End Days

Sylvia Stein has her own personal Jesus. Seriously: Jesus stays by her side, offers a comforting hand and occasionally fetches Starbucks. If this sounds like the setup for another lazy bashing of evangelical beliefs, that’s not quite right—Sylvia’s goth, atheist teenage daughter gets spiritual advice from physicist Stephen Hawking, who manifests himself when she gets high.
Juilliard grad Laufer’s 2007 play traffics in weighty themes of faith and religion, and she puts some sharp observations into her characters’ mouths. But her compulsion to cut those astringent matters with broad strokes of whimsy—a tendency that seems to have become a common crutch among graduates of the country’s most influential playwriting programs—works against her.
End Days takes place some months after September 11; the new uncertainty has splintered the Stein family. An unwaveringly optimistic misfit teen, whose daily attire is a bedazzled Elvis jumpsuit, insinuates himself into the broken Stein family, putting them on the path to mending. He could be a new archetype: the Magical Nerd-o.
On an unnervingly raked stage (designer Andre LaSalle literalizing the Steins’ collective vertigo), Murray’s talented cast injects color into Laufer’s work; Laura T. Fisher’s shaded intonations of “thank you, Jesus” are tiny gifts. But Laufer’s characters are written too cartoonishly to truly connect; all we hear is the author’s voice. That won’t make believers out of us.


Below is a set of records. Repeat them verbatim without the pictures.

══════════════════════════════

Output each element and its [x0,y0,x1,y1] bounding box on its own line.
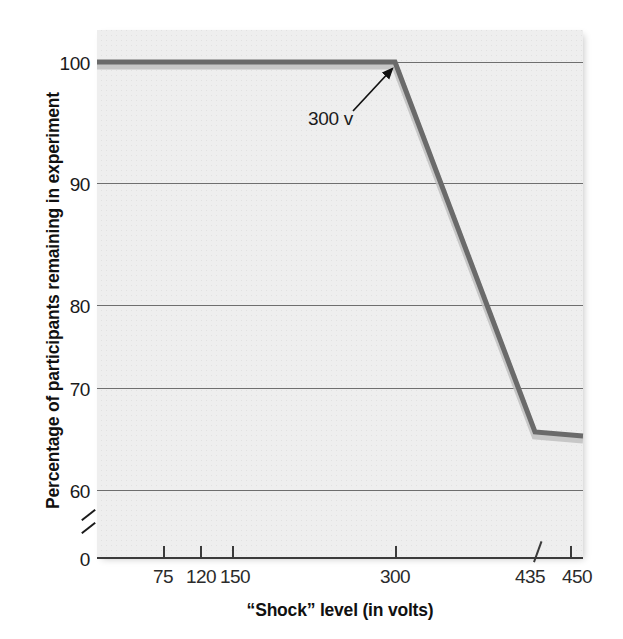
x-tick-label-450: 450 [562,566,592,588]
y-axis-title: Percentage of participants remaining in … [43,41,64,561]
x-axis-title: “Shock” level (in volts) [97,600,583,621]
gridline-100 [97,62,583,63]
x-tick-label-300: 300 [380,566,410,588]
gridline-80 [97,305,583,306]
x-tick-label-150: 150 [220,566,250,588]
gridline-70 [97,388,583,389]
gridline-60 [97,490,583,491]
x-tick-label-120: 120 [186,566,216,588]
x-tick-mark-300 [395,546,397,558]
x-tick-mark-120 [200,546,202,558]
y-axis-break-icon [78,508,104,542]
x-tick-label-435: 435 [515,566,545,588]
gridline-90 [97,183,583,184]
x-tick-mark-75 [163,546,165,558]
x-tick-mark-450 [570,546,572,558]
x-axis-line [97,557,583,559]
chart-figure: 100 90 80 70 60 0 75 120 150 300 435 450… [0,0,623,639]
x-tick-mark-150 [232,546,234,558]
annotation-label-300v: 300 v [308,108,353,130]
x-tick-label-75: 75 [153,566,173,588]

══════════════════════════════

# [YOUR SOLUTION]
Output each element and its [x0,y0,x1,y1] bounding box on its own line.
x-tick-label-450: 450 [562,566,592,588]
y-axis-title: Percentage of participants remaining in … [43,41,64,561]
x-axis-title: “Shock” level (in volts) [97,600,583,621]
gridline-100 [97,62,583,63]
x-tick-label-300: 300 [380,566,410,588]
gridline-80 [97,305,583,306]
x-tick-label-150: 150 [220,566,250,588]
gridline-70 [97,388,583,389]
gridline-60 [97,490,583,491]
x-tick-label-120: 120 [186,566,216,588]
x-tick-mark-300 [395,546,397,558]
x-tick-mark-120 [200,546,202,558]
y-axis-break-icon [78,508,104,542]
x-tick-label-435: 435 [515,566,545,588]
gridline-90 [97,183,583,184]
x-tick-mark-75 [163,546,165,558]
x-tick-mark-450 [570,546,572,558]
x-axis-line [97,557,583,559]
chart-figure: 100 90 80 70 60 0 75 120 150 300 435 450… [0,0,623,639]
x-tick-mark-150 [232,546,234,558]
annotation-label-300v: 300 v [308,108,353,130]
x-tick-label-75: 75 [153,566,173,588]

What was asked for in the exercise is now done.